Writing therefore to counsel the Chestertons as to which Catholic works should have precedence, we find him wanting an article for a New Zealand paper "the only one of its sort in N.Z., and you may say that it affects the entire Catholic community of the two islands," an autographed book for "a hulking devotee of yours and a member of the Australia rugger team, I think eight of them are Catholics." This "would give enormous joy to him" and "would be known in no time throughout Australia. Do try to."

From South Africa he wrote to Frances:

You will be surprised to get a letter from me from a nameless place 50 miles inland from the Nyanga mountains, which you will find (variously spelt) westward from, say Beira on the African east coast. This is the reason—

Recently a boy in a kraal here was found cutting pious pictures from a newspaper that he had somehow got hold of (he was a good little Catholic!). "Why are you cutting out that one?" "Because this is a Great Mukuru in the Catholic Church." (Mukuru is Potentate and will serve from St. Joseph right along to the Pope, not to mention the Little Flower. . . .) The Great Mukuru in this case was yourself! So there!

I hope you will smile with pleasure, but not try to answer, as please God I sail on the 31st and ought to be back in London in early Sept., a good deal better, thank God.

Please remember me affectionately to Gilbert. This is the first time a typemachine has clicked just here; its accompaniment, in an otherwise dead silence, is a distant gurgling yodel, so to say—some native feeling happy in the brilliantly hot sunlight, which, all the same, cannot make the thin air hot. I sleep (when possible) under furs, with the occasional insect dropping off the thatch over my head.

Later, planning a meeting for the Apostolate of the Sea at Queen's
Hall, he writes to Gilbert:

Similarly Fr. McNabb must be given his head and I have told him he shall be given it. I hope to be purely practical and possibly a little sentimental. . . . The Seaman is everywhere, yet, for us, nowhere. He carries everywhere his child's heart, man's body, hungry unfed soul, unique power of feeding his goodness into others. The all-round (the world) man; the sea-limited man; the man whose life is made up of storms and stars; the most secretive and the most open-hearted man of any. . . . Now I will do all the clumsy stuff. You pull it all up into the human-sublime divine-humble air.

He has no privacy, and is more lonely than anyone. He has Water, and God; and MUST find Christ walking over the waves towards him. And no ghost.

Father Vincent McNabb who was to be "given his head" at this meeting was not a new friend of Catholic days but a very old one. A friendly critic of my manuscript asks whether he, even more than Belloc or Chesterton, does not merit the title of the Father of Distributism. At least he brings into the movement something none other could bring. He bases his social philosophy closely on the gospels—of which his knowledge is almost unique—and his articles bear such titles as "The Economics of Bethlehem" or "Big Scale Agriculture and the Gospels." Hatred of machinery has combined with love of poverty to sunder him from a typewriter, and these articles are all handwritten in most exquisite and legible script. His letters have always come in old envelopes turned inside out; he walks whenever possible and wears a shabby white habit and broken boots. Both Frances and Gilbert loved him dearly and their rare meetings were red letter days for both. Besides the link of Distributism the two men were united in caring deeply for the reawakened interest in St. Thomas and his philosophy.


→ ASSIGNED TASK
Wherever a line in the records below contains "REST", copy that line.

→ GIVEN RECORDS

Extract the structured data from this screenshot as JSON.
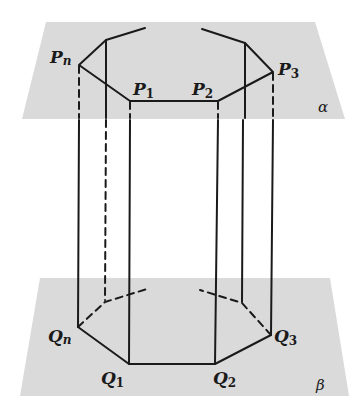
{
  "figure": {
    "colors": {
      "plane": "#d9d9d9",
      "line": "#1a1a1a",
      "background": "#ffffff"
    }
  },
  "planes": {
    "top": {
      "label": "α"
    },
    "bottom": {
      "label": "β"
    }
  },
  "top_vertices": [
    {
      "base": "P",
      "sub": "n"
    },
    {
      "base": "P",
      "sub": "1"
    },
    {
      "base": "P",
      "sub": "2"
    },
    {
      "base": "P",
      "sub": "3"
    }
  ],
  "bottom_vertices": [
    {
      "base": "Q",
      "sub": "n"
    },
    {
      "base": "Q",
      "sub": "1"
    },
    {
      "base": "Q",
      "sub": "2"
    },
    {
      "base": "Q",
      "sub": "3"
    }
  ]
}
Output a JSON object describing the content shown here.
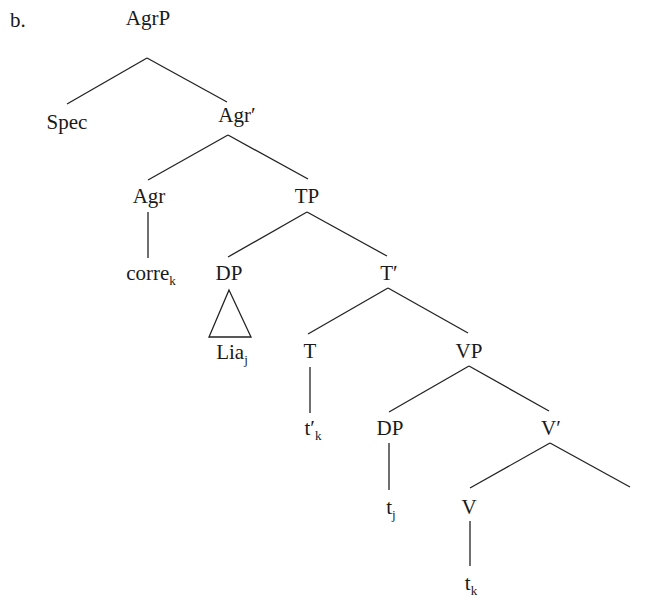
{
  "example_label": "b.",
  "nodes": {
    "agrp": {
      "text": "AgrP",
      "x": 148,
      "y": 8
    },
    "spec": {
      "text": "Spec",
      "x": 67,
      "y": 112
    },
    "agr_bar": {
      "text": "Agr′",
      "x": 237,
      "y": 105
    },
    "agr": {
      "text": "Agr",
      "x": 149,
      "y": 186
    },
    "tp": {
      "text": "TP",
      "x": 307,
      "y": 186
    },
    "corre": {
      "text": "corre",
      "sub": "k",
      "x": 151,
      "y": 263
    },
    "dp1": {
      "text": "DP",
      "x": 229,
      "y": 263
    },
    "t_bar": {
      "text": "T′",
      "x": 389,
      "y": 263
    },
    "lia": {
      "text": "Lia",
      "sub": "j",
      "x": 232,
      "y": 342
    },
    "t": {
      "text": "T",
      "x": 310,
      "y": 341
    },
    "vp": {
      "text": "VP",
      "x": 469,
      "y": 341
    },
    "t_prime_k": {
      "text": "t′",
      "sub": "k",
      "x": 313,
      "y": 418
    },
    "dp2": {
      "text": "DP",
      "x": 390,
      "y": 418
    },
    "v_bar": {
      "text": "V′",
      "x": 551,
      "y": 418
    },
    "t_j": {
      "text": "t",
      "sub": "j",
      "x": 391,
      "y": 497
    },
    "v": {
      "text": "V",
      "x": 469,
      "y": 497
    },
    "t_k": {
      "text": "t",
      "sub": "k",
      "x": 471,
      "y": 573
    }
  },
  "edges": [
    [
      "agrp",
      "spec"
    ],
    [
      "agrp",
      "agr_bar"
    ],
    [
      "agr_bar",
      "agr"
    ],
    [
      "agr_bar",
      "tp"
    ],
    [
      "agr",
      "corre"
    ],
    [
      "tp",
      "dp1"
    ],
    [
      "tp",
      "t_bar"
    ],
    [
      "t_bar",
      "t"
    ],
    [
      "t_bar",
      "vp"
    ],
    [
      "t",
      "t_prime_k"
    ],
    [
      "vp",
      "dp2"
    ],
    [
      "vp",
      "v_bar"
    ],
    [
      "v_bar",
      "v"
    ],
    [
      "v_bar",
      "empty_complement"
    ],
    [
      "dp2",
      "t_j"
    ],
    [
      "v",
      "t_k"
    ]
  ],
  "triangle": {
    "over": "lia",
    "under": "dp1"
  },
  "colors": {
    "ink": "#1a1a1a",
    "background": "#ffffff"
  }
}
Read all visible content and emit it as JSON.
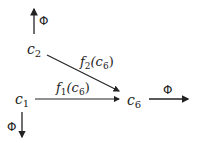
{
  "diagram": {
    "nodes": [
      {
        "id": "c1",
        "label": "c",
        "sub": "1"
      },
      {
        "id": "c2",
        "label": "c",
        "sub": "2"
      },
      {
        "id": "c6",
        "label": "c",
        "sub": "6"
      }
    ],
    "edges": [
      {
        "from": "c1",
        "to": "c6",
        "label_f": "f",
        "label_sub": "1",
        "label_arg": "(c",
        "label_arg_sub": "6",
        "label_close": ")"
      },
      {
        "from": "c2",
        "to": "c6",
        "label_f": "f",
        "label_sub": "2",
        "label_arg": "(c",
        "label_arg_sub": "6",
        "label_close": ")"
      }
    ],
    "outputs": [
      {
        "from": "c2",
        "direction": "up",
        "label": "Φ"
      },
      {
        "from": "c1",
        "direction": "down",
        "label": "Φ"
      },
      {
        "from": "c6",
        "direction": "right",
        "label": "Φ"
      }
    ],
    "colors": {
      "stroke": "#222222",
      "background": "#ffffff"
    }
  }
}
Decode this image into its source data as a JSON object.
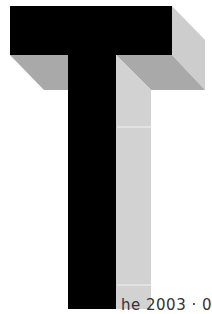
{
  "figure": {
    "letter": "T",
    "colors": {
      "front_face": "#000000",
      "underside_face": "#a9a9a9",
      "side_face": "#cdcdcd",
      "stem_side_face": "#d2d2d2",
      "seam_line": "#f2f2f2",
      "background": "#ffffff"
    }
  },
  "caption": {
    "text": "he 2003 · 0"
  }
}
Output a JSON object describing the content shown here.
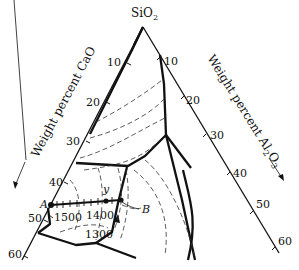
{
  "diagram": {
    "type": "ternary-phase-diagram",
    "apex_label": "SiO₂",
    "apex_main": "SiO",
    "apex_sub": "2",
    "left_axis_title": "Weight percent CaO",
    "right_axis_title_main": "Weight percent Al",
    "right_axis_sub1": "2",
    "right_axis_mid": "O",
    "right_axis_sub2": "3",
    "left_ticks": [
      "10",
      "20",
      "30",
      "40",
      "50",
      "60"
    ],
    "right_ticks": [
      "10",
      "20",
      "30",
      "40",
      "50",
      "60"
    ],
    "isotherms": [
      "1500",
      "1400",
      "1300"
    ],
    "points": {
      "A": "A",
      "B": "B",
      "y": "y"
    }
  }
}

--

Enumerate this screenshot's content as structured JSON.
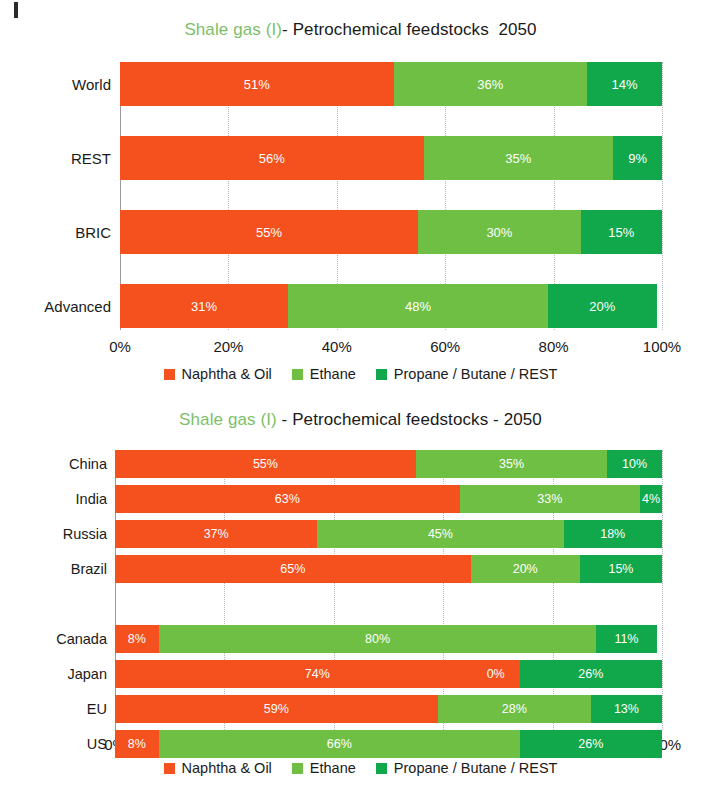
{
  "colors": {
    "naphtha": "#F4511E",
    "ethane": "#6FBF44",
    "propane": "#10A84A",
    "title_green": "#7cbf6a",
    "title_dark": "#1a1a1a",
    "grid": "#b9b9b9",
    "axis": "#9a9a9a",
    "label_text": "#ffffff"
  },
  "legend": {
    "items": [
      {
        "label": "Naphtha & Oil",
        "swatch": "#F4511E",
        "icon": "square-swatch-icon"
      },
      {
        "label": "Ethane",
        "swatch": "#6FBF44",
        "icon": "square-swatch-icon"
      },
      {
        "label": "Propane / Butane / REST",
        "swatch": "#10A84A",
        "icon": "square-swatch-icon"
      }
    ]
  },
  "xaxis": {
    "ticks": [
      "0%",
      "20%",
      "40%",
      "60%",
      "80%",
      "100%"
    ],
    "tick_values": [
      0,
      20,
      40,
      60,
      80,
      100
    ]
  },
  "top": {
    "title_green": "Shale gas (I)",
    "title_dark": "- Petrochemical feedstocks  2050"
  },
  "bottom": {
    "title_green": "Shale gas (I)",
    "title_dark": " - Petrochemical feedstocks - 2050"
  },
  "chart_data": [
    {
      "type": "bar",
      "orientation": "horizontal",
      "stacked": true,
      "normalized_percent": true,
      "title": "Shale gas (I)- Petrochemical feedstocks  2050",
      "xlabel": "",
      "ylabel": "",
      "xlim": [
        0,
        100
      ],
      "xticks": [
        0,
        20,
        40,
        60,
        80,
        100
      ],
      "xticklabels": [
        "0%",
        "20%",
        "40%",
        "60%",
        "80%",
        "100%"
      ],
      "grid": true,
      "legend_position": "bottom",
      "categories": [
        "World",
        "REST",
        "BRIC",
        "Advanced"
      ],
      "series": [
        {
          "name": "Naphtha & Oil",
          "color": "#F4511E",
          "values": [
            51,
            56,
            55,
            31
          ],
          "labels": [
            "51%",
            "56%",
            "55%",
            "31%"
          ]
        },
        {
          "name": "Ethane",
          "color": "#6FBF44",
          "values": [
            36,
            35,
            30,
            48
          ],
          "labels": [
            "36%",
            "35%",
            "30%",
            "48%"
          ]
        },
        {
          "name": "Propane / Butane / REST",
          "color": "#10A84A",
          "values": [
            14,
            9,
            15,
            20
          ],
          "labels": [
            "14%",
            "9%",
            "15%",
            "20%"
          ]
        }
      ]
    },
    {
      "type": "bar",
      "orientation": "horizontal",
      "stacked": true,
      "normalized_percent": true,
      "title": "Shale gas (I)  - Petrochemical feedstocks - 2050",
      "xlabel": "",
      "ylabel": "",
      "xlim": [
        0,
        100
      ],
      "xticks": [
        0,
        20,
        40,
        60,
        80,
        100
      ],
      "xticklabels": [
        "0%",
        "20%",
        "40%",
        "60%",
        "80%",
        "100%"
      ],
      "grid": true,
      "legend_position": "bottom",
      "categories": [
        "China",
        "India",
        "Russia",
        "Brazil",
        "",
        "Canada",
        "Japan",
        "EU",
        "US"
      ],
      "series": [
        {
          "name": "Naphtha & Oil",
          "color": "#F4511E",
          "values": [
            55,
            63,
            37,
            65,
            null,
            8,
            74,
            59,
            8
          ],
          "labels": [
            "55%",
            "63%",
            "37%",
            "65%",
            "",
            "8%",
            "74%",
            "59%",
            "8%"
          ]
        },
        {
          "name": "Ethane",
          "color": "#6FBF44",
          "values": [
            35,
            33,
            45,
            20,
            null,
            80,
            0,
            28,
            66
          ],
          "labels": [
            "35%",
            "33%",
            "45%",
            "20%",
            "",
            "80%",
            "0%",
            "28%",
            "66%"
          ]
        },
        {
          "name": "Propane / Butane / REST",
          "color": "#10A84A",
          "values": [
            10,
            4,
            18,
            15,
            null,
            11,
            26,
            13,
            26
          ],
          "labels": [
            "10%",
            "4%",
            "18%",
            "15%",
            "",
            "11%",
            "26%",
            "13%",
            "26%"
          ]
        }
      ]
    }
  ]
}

→ SOLUTION TO THIS TASK
        "label": "Propane / Butane / REST",
        "REST",
          "name": "Propane / Butane / REST",
          "name": "Propane / Butane / REST",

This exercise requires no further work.